In this action-packed chronicle of the war that might have been, Harry Turtledove uses dozens of points of view to tell the story: from American marines serving in Japanese-occupied China and ragtag volunteers fighting in the Abraham Lincoln Battalion in Spain to an American woman desperately trying to escape Nazi-occupied territory—and witnessing the war from within the belly of the beast. A tale of powerful leaders and ordinary people, at once brilliantly imaginative and hugely entertaining, Hitler’s War captures the beginning of a very different World War II—with a very different fate for our world today.

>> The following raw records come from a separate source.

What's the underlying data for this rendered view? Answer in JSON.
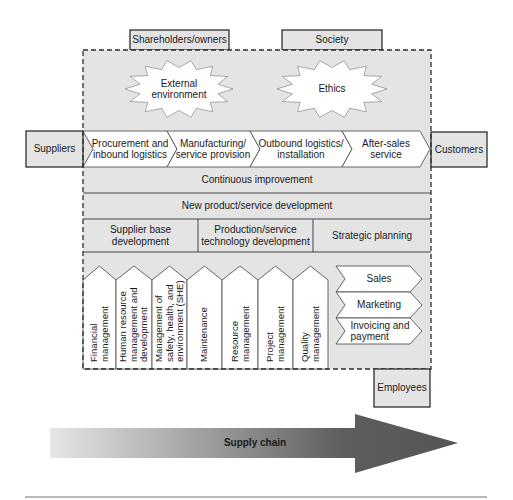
{
  "stakeholders_top": [
    {
      "label": "Shareholders/owners"
    },
    {
      "label": "Society"
    }
  ],
  "influences": [
    {
      "lines": [
        "External",
        "environment"
      ]
    },
    {
      "lines": [
        "Ethics"
      ]
    }
  ],
  "suppliers": {
    "label": "Suppliers"
  },
  "customers": {
    "label": "Customers"
  },
  "primary_processes": [
    {
      "lines": [
        "Procurement and",
        "inbound logistics"
      ]
    },
    {
      "lines": [
        "Manufacturing/",
        "service provision"
      ]
    },
    {
      "lines": [
        "Outbound logistics/",
        "installation"
      ]
    },
    {
      "lines": [
        "After-sales",
        "service"
      ]
    }
  ],
  "horizontal_processes": [
    {
      "label": "Continuous improvement"
    },
    {
      "label": "New product/service development"
    }
  ],
  "development_processes": [
    {
      "lines": [
        "Supplier base",
        "development"
      ]
    },
    {
      "lines": [
        "Production/service",
        "technology development"
      ]
    },
    {
      "lines": [
        "Strategic planning"
      ]
    }
  ],
  "support_processes": [
    {
      "lines": [
        "Financial",
        "management"
      ]
    },
    {
      "lines": [
        "Human resource",
        "management and",
        "development"
      ]
    },
    {
      "lines": [
        "Management of",
        "safety, health, and",
        "environment (SHE)"
      ]
    },
    {
      "lines": [
        "Maintenance"
      ]
    },
    {
      "lines": [
        "Resource",
        "management"
      ]
    },
    {
      "lines": [
        "Project",
        "management"
      ]
    },
    {
      "lines": [
        "Quality",
        "management"
      ]
    }
  ],
  "customer_processes": [
    {
      "lines": [
        "Sales"
      ]
    },
    {
      "lines": [
        "Marketing"
      ]
    },
    {
      "lines": [
        "Invoicing and",
        "payment"
      ]
    }
  ],
  "employees": {
    "label": "Employees"
  },
  "supply_chain_arrow": {
    "label": "Supply chain"
  },
  "colors": {
    "panel_fill": "#e4e4e4",
    "box_stroke": "#2e2e2e",
    "shape_fill": "#ffffff",
    "arrow_start": "#e6e6e6",
    "arrow_end": "#555555"
  }
}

BONUS: This edition contains an excerpt from Harry Turtledove's The War that Came Early: West and East.
PUBLISHERS WEEKLY
Alternate historian Turtledove (The Man with the Iron Heart) brings the deprivations of war to life in this vision of a very different WWII. After Konrad Henlein is assassinated in Czechoslovakia in 1938, France and England refuse to condone Hitler's plans for annexation, so he invades instead. American Peggy Druce, caught behind the lines, gets a firsthand look at the period military hardware and nationalistic mindsets that Turtledove so expertly describes, though readers looking for more characterization or plotting may be disappointed. Action in the Spanish Civil War and on the Mongolian border muddy the waters, possibly setting up for a clearer plot in subsequent volumes. Until Turtledove reveals more of the direction this scenario will take, there is little to differentiate it from many of his other novels.
Customer Reviews
Boring
I’m sorry to say, but that was one of the most boring books I’ve ever read. I kept reading hoping that it would change, but it was more of the same. I know he is a good writer, but was thoroughly disappointed and will hesitate to pick up another one of his books.